Kimberly Harrington exposes some deep uncomfortable feelings about the faces of successful women and the implications thereof.
The Effortless White Woman is successful both personally and professionally. The Effortless White Woman is married, usually to a white man. The Effortless White Woman is a mother — she is not too barren or too busy with work to fulfill her feminine obligations — yet her children seem to raise themselves, to self-maintain, like potted cactuses. The EWW does not raise children—she enjoys them, is fulfilled by them. The EWW ponders her children, with great regret, as she goes off to work. The Effortless White Woman makes a kajillion dollars at work, so she must not ponder her children that much, because, unlike most women , her earning potential has not been compromised by them. The Effortless White Woman also enjoys and is fulfilled by her career. In between the time spent maintaining her children and her marriage and her job — this amounts, somehow, to endless free time — the Effortless White Woman finds ways to enjoy and fulfill herself.
Ever since we heard about that fatal 53 percent of white women who cast their votes for Trump, the public has been primed to see idealized, wealthy white femininity as the handmaiden of oppression. That bitter recognition has led to public outrage at all sorts of women, whether it be Louise Linton posing with a sheet of dollar bills, Taylor Swift conspicuously refusing to call out her Nazi fans , or, yes, Gwyneth Paltrow herself. Betsy DeVos just got her yacht set loose to wander the Ohio waterways. It’s rough out there.
the anger at the Effortless White Woman strikes at something deeper than the politics of the moment. It’s about womanhood, and about rejecting any vision of the world in which being a woman is easy. “Female anger” is almost a cliché these days, but it is safe to say that, since at least 2016, formerly apolitical women have come smack up against the brutality and unfairness that misogyny entails, the system that keeps them subject to violence and career derailment and the casual, daily diminution of their personhood at the hands of men. It’s become increasingly clear that life as a woman is dirty, stressful, unglamorous business, and to think that you can rise above with a little meditation and a juice cleanse has become laughable. When you live in a garbage dump, no amount of detoxing gets you clean.
The poreless glamour of a Gwyneth or an Ivanka seems more and more like a lie, and a harmful one, meant to indoctrinate us into the idea that everything could be easy if there weren’t something wrong with us. The woman I wanted to be, all those years ago, was just a mirror image of everything I disliked about myself — a deferred way of calling myself uptight, dirty, fat, ugly, lazy, poor. She represented, most of all, the idea that my unhappiness was my own fault, and that I could escape it if I would only transform myself into someone worthy of contentment.
if there is any lasting value in this moment — and I think there is — it comes down to the fact that women are rejecting the idea that happiness is an individual responsibility, or that we should aspire to inner peace when the outer world is a catastrophe. Women will be happy when we live in a world that supports women. It’s not individual effort, but collective protest, that will bring that world into being.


# Work item
Your copy should repeat the data that follows exactly and contain no image.

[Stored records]
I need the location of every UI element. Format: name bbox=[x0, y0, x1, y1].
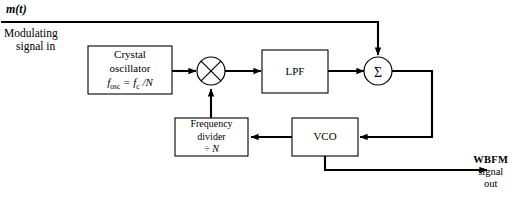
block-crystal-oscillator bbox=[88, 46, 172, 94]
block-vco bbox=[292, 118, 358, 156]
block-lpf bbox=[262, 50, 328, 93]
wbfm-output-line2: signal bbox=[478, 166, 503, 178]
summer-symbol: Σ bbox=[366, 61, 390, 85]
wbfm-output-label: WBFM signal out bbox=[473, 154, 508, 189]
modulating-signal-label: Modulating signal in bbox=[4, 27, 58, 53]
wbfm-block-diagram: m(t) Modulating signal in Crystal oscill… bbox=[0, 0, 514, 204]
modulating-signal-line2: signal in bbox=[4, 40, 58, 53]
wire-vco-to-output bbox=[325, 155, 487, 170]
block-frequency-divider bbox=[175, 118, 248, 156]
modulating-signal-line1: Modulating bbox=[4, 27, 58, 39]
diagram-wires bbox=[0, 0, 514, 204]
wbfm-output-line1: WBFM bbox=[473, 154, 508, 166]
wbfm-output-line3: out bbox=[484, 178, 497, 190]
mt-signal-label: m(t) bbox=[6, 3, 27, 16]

# Written answer
I need the location of every UI element. Format: name bbox=[x0, y0, x1, y1].
block-crystal-oscillator bbox=[88, 46, 172, 94]
block-vco bbox=[292, 118, 358, 156]
block-lpf bbox=[262, 50, 328, 93]
wbfm-output-line2: signal bbox=[478, 166, 503, 178]
summer-symbol: Σ bbox=[366, 61, 390, 85]
wbfm-output-label: WBFM signal out bbox=[473, 154, 508, 189]
modulating-signal-label: Modulating signal in bbox=[4, 27, 58, 53]
wbfm-block-diagram: m(t) Modulating signal in Crystal oscill… bbox=[0, 0, 514, 204]
modulating-signal-line2: signal in bbox=[4, 40, 58, 53]
wire-vco-to-output bbox=[325, 155, 487, 170]
block-frequency-divider bbox=[175, 118, 248, 156]
modulating-signal-line1: Modulating bbox=[4, 27, 58, 39]
diagram-wires bbox=[0, 0, 514, 204]
wbfm-output-line1: WBFM bbox=[473, 154, 508, 166]
wbfm-output-line3: out bbox=[484, 178, 497, 190]
mt-signal-label: m(t) bbox=[6, 3, 27, 16]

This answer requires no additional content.